Load and Retrain a Pretrained NN with a MATLAB GUI
Discrete Values vs. GUI
This task was about loading the pretrained NN with MATLAB® App (GUI) by clicking the desired path in the images. This method is the same method used in JupyterLab, but alternatively, since I already have steering angles with their corresponding frames, we can train a model to predict a steering angle based on new frames.
Pretrained Neural Network
A pretrained neural network is a model that’s already been trained on a large dataset for a general task (e.g., image classification on ImageNet). You can fine-tune it on your smaller, task-specific dataset—leveraging learned features to save time and improve performance.
Types of Pretrained NN
| Name | Examples | Description |
|---|---|---|
| Image Classification |
|
Pretrained NN for image classification tasks. |
| Object Detection |
|
Pretrained models for detecting and localizing objects. |
| Semantic Segmentation |
|
Pretrained NN to label each pixel in an image. |
| Super-Resolution |
|
Pretrained NN for upscaling low-resolution images. |
| Image Denoising |
|
Pretrained NN for removing noise from images. |
| Image-to-Image Translation |
|
Pretrained NN for tasks like style transfer and domain adaptation. |
| Instance Segmentation |
|
NN for detecting and segmenting individual object instances. |
All the above models can be downloaded from here [1].
How to Load, Retrain, and Fine-Tune a Pretrained NN
MATLAB has an integrated toolbox to run and test deep learning. ResNet18 is a pre-trained network we will be using to train our AI and then fine tune it.
- Load: Loading a pretrained neural network means importing its saved architecture and learned weights into MATLAB’s workspace. This gives you a ready-to-use model without training from scratch [[2]][[3]].
- Retrain: Retraining involves further training the entire loaded network on your own dataset. All layers’ weights are updated, often starting from the pretrained values [[4]][[5]].
- Finetune: Fine-tuning freezes most of the network’s layers and only updates a subset (typically higher-level layers) on new data. You use a lower learning rate so the pretrained features aren’t drastically altered [[6]][[7]].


● **Exercise details**:
Every record has to be written out exactly, with no line missing.

Spatial localization data:
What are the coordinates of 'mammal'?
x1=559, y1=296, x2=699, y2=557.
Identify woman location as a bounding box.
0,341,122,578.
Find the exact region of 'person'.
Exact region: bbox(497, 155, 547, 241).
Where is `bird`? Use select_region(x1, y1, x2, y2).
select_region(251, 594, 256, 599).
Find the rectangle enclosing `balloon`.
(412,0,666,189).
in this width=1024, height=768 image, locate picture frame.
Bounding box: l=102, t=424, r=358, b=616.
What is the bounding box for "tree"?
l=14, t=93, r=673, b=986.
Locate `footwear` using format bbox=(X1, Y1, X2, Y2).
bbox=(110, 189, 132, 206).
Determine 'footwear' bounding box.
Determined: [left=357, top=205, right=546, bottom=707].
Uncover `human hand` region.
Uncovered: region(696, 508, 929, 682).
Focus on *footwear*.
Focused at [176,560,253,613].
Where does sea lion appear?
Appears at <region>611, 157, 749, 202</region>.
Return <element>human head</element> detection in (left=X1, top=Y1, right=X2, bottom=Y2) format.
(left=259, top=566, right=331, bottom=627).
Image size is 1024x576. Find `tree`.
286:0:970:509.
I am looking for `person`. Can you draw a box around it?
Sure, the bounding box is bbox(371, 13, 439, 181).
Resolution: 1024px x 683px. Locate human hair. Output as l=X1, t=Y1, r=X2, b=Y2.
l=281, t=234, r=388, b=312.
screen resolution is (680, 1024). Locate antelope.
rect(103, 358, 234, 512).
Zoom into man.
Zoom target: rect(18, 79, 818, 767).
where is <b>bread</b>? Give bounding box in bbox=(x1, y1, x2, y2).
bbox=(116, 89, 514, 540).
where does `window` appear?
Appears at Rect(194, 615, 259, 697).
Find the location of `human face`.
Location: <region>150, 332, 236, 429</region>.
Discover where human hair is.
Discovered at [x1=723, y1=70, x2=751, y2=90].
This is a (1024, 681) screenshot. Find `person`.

● **Task solution**:
What are the coordinates of 'mammal'?
x1=559, y1=296, x2=699, y2=557.
Identify woman location as a bounding box.
0,341,122,578.
Find the exact region of 'person'.
Exact region: bbox(497, 155, 547, 241).
Where is `bird`? Use select_region(x1, y1, x2, y2).
select_region(251, 594, 256, 599).
Find the rectangle enclosing `balloon`.
(412,0,666,189).
in this width=1024, height=768 image, locate picture frame.
Bounding box: l=102, t=424, r=358, b=616.
What is the bounding box for "tree"?
l=14, t=93, r=673, b=986.
Locate `footwear` using format bbox=(X1, Y1, X2, Y2).
bbox=(110, 189, 132, 206).
Determine 'footwear' bounding box.
Determined: [left=357, top=205, right=546, bottom=707].
Uncover `human hand` region.
Uncovered: region(696, 508, 929, 682).
Focus on *footwear*.
Focused at [176,560,253,613].
Where does sea lion appear?
Appears at <region>611, 157, 749, 202</region>.
Return <element>human head</element> detection in (left=X1, top=Y1, right=X2, bottom=Y2) format.
(left=259, top=566, right=331, bottom=627).
Image size is 1024x576. Find `tree`.
286:0:970:509.
I am looking for `person`. Can you draw a box around it?
Sure, the bounding box is bbox(371, 13, 439, 181).
Resolution: 1024px x 683px. Locate human hair. Output as l=X1, t=Y1, r=X2, b=Y2.
l=281, t=234, r=388, b=312.
screen resolution is (680, 1024). Locate antelope.
rect(103, 358, 234, 512).
Zoom into man.
Zoom target: rect(18, 79, 818, 767).
where is <b>bread</b>? Give bounding box in bbox=(x1, y1, x2, y2).
bbox=(116, 89, 514, 540).
where does `window` appear?
Appears at Rect(194, 615, 259, 697).
Find the location of `human face`.
Location: <region>150, 332, 236, 429</region>.
Discover where human hair is.
Discovered at [x1=723, y1=70, x2=751, y2=90].
This is a (1024, 681) screenshot. Find `person`.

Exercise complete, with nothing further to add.